The only jeering to be heard at the final were when the big screens showed

Sepp Blatter

, the Fifa president, in the VVIP seats – Fifa’s guests are deemed “very, very” important.

Blatter sat with Vladimir Putin with a near permanent smile on his face, due perhaps to the 78-year-old Swiss' intimate knowledge of Fifa's finances, which are in very rude health indeed.

The governing body owns all commercial rights to the World Cup, the value of which have escalated rapidly over the the past three decades, driven by structural changes in the way we consume media. In a world where we can download anything to watch later, the value of the live moment has skyrocketed. Sports that can deliver a live global audience at a set time and place have been the main beneficiaries.

According to Sportcal, an industry journal, Brazil 2014 is likely to earn Fifa in the region of £2.55 billion. This is expected to increase to beyond £3 billion by the time the event visits Russia in 2018. If these estimates are correct, Fifa will have doubled its income between the 2006 and 2018 events. Most of this money is distributed to football associations around the world, helping to fund the game's grassroots and pay for development programmes.

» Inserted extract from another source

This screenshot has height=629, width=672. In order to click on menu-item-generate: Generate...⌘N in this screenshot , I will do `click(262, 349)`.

Television rights drive the bulk of the income, accounting for around £1.5billion, with the UK’s broadcasters BBC and ITV contributing a joint £120 million for the right to share the 64 games of the tournament.

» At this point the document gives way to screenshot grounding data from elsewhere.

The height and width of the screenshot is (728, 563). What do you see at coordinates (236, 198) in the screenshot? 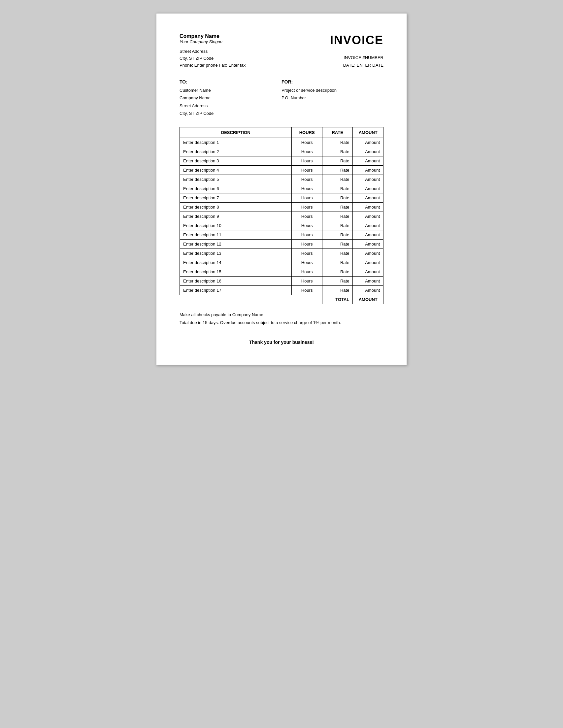
I see `row-description: Enter description 7` at bounding box center [236, 198].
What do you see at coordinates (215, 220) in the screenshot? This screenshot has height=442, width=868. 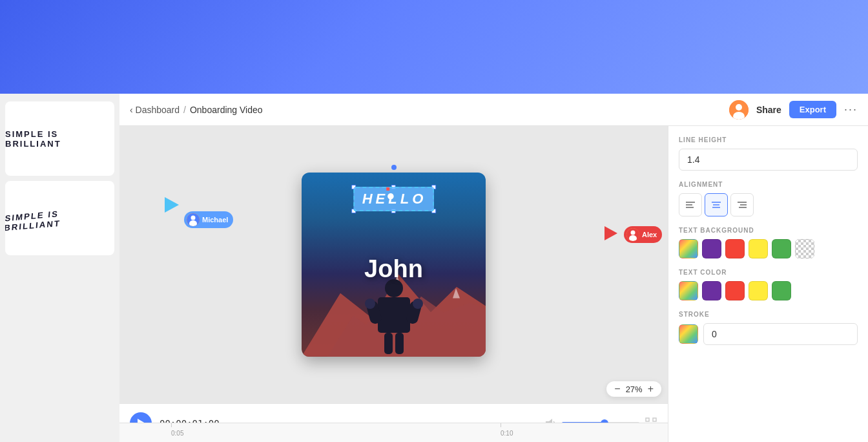 I see `collab-name-michael: Michael` at bounding box center [215, 220].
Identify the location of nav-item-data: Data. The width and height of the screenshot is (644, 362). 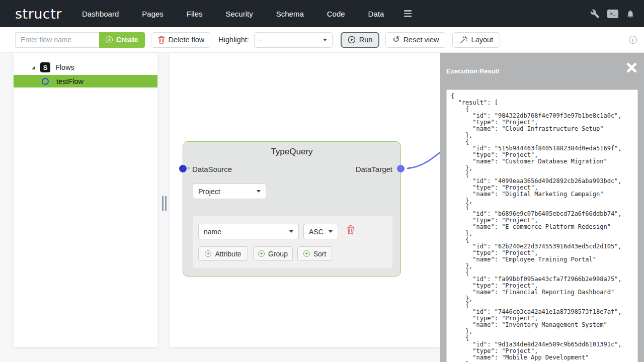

Companies such as Adidas, Coca Cola, Emirates and Sony are among Fifa's highest paying sponsors, helping to boost marketing income to around £733 million. This money is spent by companies seeking to associate their brands with football and the World Cup. But what happens if consumers link them not to football, but to Fifa?

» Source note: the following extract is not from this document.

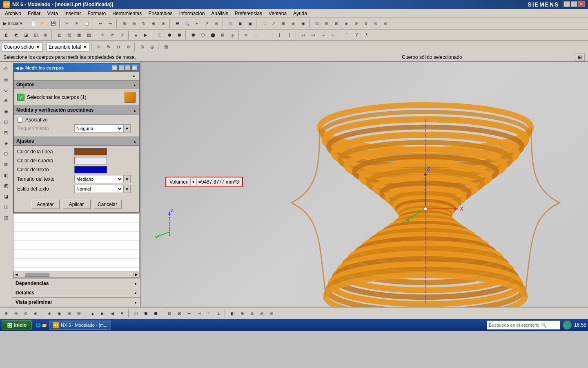 The image size is (588, 368). Describe the element at coordinates (124, 24) in the screenshot. I see `btn5: ⊞` at that location.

This fear was palpable during the run-up to Brazil 2014 as the governing body was stung by allegations of corruption and bribery in The Sunday Times.

The vote to award the 2022 World Cup to the tiny gulf state of Qatar was previously seen as foolhardy – playing and watching football in a desert summer was not everyone's idea of a beautiful game – and was now plunged in to a full scale crisis.

Reputation

Keen to distance themselves from Fifa’s bad news, some of the sponsors took the unusual step of making public their concerns and Blatter commissioned an independent report on the bidding process to be carried out by an American lawyer,

Michael Garcia

.

This report will be pored over by sponsors, the media and Blatter himself, who will hope that it helps to repair Fifa’s reputation by establishing once and for all the truth about the Qatar bid.

But anyone fooled in to thinking that Qatar will bring Blatter down are underestimating the political genius of the man who was first elected to football’s top job in 1998.

Blatter’s powerbase remains strong among the national associations he has supported since he joined Fifa in the mid-1970s and the organisation’s continued financial success cushions him against any attempts at defenestration.

More likely is that Blatter uses the Qatar scandal to his own advantage, jumping ahead of story to reposition himself as the agent of change, the white knight who brings in the reforms needed to modernise Fifa’s unwieldy decision making process.

This point was made by Michael Payne, who was head of Olympic marketing during the IOC's Salt Lake bribery scandal in 2002. In the Financial Times, Payne wrote: "In the Machiavellian world of international sports politics, it is not beyond imagination that Fifa's leadership even encouraged the sponsors to speak out – knowing that, as with the IOC, their actions could help drive through necessary reforms that would be otherwise impossible".

After 16 years at the head of world football, the reign of Sepp Blatter shows few signs of ending anytime soon.